AI and health: A future well beyond diagnostics

Speaker Series: AI Here & There  Transatlantic Dialogues on AI, Society and Innovation

AI Here and There: Transatlantic Dialogues on Artificial Intelligence, Society and Innovation” is a four-part series jointly organized by the Center for Responsible AI and the Consulate General of Switzerland in New York. The third event in the series asked how AI might impact the future of healthcare.

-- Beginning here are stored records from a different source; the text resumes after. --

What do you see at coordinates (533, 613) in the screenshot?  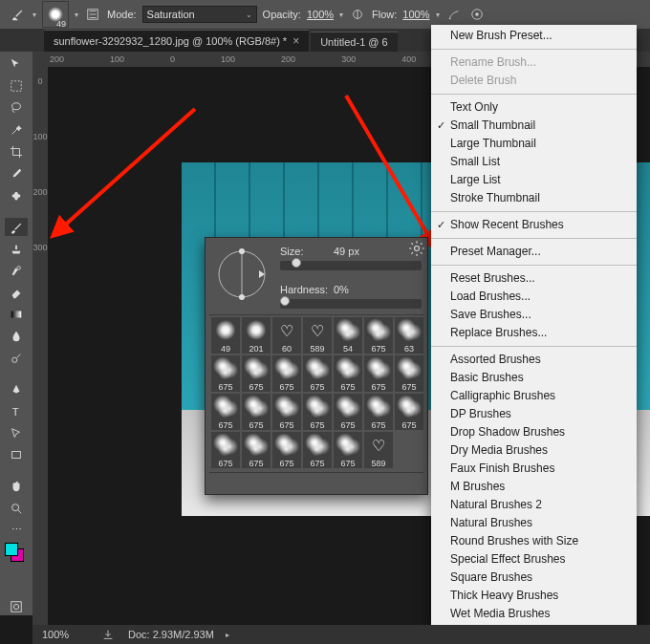 I see `menu-wet-media-brushes: Wet Media Brushes` at bounding box center [533, 613].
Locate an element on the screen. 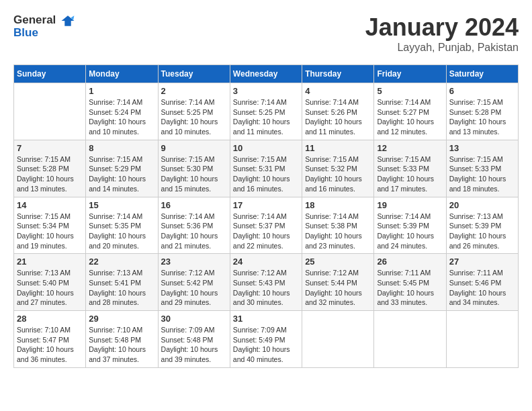 The height and width of the screenshot is (411, 532). calendar-cell: 4Sunrise: 7:14 AMSunset: 5:26 PMDaylight… is located at coordinates (339, 111).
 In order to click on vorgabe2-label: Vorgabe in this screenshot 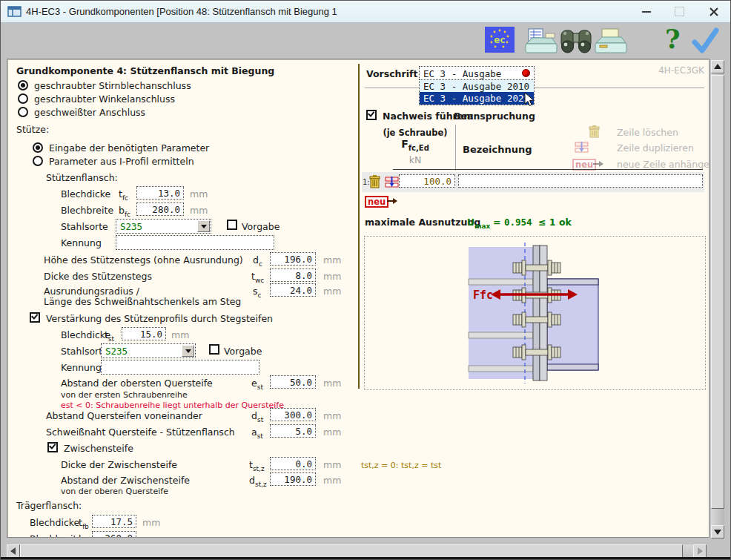, I will do `click(243, 352)`.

The discussion was moderated by Mona Sloane — who in addition to being a senior research scientist at the Center is an adjunct professor in the Department of Technology, Culture and Society at NYU Tandon and a fellow at the NYU Institute for Public Knowledge —  and she opened by explaining that the AI applications currently being used in the healthcare arena range from technologies used to detect tumors and machine learning methods of discovering new drugs to algorithms that can assess a patient’s risk of developing a particular condition. She also outlined the various areas in which AI systems can exacerbate health inequities. 

Sloane assembled an expert panel to discuss what might—and should—come next in the space of AI and health. If you missed it, the entire discussion (as well as the others in the series) can be viewed on YouTube, and in the meantime, you can read a few major take-aways below.


Professor Kadija Ferryman

NYU Tandon Industry Assistant 

Professor Ferryman is a cultural anthropologist and bioethicist who studies the social, cultural, and ethical implications of health information technologies. Specifically, her research examines how genomics, digital medical records, artificial intelligence, and other technologies impact racial disparities in health. 

She points out that as AI applications evolve, it’s important to make sure they’re both accurate and unbiased—and that they don’t exacerbate disparities in health. Even when they don’t work perfectly, if we’re paying attention we can use those “failures” to learn how racialization occurs in health data and how racial hierarchies are created.

 

Ambassador Amandeep Gill

Project Director/CEO of International Digital Health & AI Research Collaborative (I-DAIR), a Geneva-based global platform for enabling inclusive, impactful, and responsible research into digital health and AI for health

He asserts that the only way to enable inclusive, impactful, and responsible research into digital health and AI is to engage international stakeholders from the public, private, and academic sectors. Even though cultural differences can be hard to bridge, it’s vital that data for health be considered a fully global public good and that no one nation monopolize the creation of AI platforms.

 

Ziad Obermeyer

Distinguished Associate Professor of Health Policy & Management at the UC Berkeley School of Public Health

He explains that we’re now discovering that it’s important to train algorithms based on what patients are experiencing, not just on data from doctors. One example that illustrates this: researchers have found that Black patients and white patients whose radiology images show the same level of arthritis may exhibit different levels of pain. Black patients tend to report greater pain, which could be attributable to higher levels of stress or other such factors, and Obermeyer would like to see machine learning systems center that type of patient experience. 

 

Philippe Menu

Chief Medical Officer of SOPHiA Genetics, a global leader in data-driven medicine, possesses a unique blend of medical expertise across clinical medicine, fundamental research in molecular biology, and business management consulting

Menu believes strongly that data-driven medicine can and must be democratized, and explains that SOPHiA AI’s mission is to maximize the value of genomics and radiomics data from all sources, thus furthering that democratization. Thanks to AI technologies, he says, data can be standardized, computed, and analyzed, to generate useful new insights that will shape a more equitable future in healthcare.


It’s not too late to register for the next events in the series:

  • AI, Art, and Creativity April, 27, 2021, 12-1 pm

For more details, visit AI Here & There.